Paris's World's Fair in 1900 brought worldwide fame to the Impressionists and Post-Impressionists. In the following decades, France was host to an influx of artists of varying nationalities—including Bulgarian, Czech, French, German, Italian, Lithuanian, Mexican, Russian, Spanish, and Swiss—and Paris was their locus of creativity. In a reaction to Impressionism, a group of painters developed a new style characterized by vibrant colors and bold, undisguised brushstrokes for emotional and decorative effect. Exhibiting together at the Autumn Salon of 1905, they became known as les fauves, or "wild beasts." With Henri Matisse as one of their leading figures, Fauvism became the first of the major avant-garde developments in European art between the turn of the century and the First World War.
Around 1909, in one of the landmark shifts in Western art, the Cubist movement arose with Pablo Picasso and Georges Braque. Cubism possessed a stylistic cohesion that set it apart from Fauvism. Artists—including Juan Gris, Fernand Léger, Roger de La Fresnaye—broke down the forms of objects into geometrical planes and recomposed them from various, simultaneous points of view, creating three-dimensional representational forms in a two-dimensional plane. Picasso and his colleagues painted poets, writers, musicians, harlequins, and women, as well as still-life compositions with recurring guitars, violins, wine bottles, pipes, cigarettes, playing cards, and newspapers—all iconographical accoutrements of the bohemian studio-and-café lifestyle in Paris.
Surrealism sprang from the anti-rationalist philosophies that took hold in art after World War I, and flourished in art and literature during the 1920s and 1930s. Characterized by a fascination with the bizarre, the incongruous, and the irrational—its precursors included Marc Chagall and Giorgio de Chirico—it was conceived as a revolutionary alternative approach to the formalism of Cubism and other forms of abstract art.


• _Activity_: Could you set down exactly the lines in the records below between the line holding "Identify the location of span: Volunteer" and the line holding "This screenshot has width=1255, height=952.", inclusive?

================

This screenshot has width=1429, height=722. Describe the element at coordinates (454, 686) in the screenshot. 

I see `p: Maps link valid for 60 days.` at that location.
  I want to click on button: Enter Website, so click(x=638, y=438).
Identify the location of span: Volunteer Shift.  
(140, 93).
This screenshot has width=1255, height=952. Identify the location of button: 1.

================

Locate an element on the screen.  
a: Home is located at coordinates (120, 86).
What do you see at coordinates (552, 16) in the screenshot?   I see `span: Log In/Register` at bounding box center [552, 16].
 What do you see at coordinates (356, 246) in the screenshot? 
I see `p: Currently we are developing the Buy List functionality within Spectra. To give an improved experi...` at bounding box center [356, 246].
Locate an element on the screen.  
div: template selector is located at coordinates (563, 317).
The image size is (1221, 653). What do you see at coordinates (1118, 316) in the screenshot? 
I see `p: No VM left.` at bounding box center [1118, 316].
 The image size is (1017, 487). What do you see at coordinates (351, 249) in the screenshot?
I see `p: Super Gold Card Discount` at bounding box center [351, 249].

================

• _Response to this task_:
Identify the location of span: Volunteer Shift.  
(140, 93).
This screenshot has width=1255, height=952. Identify the location of button: 1.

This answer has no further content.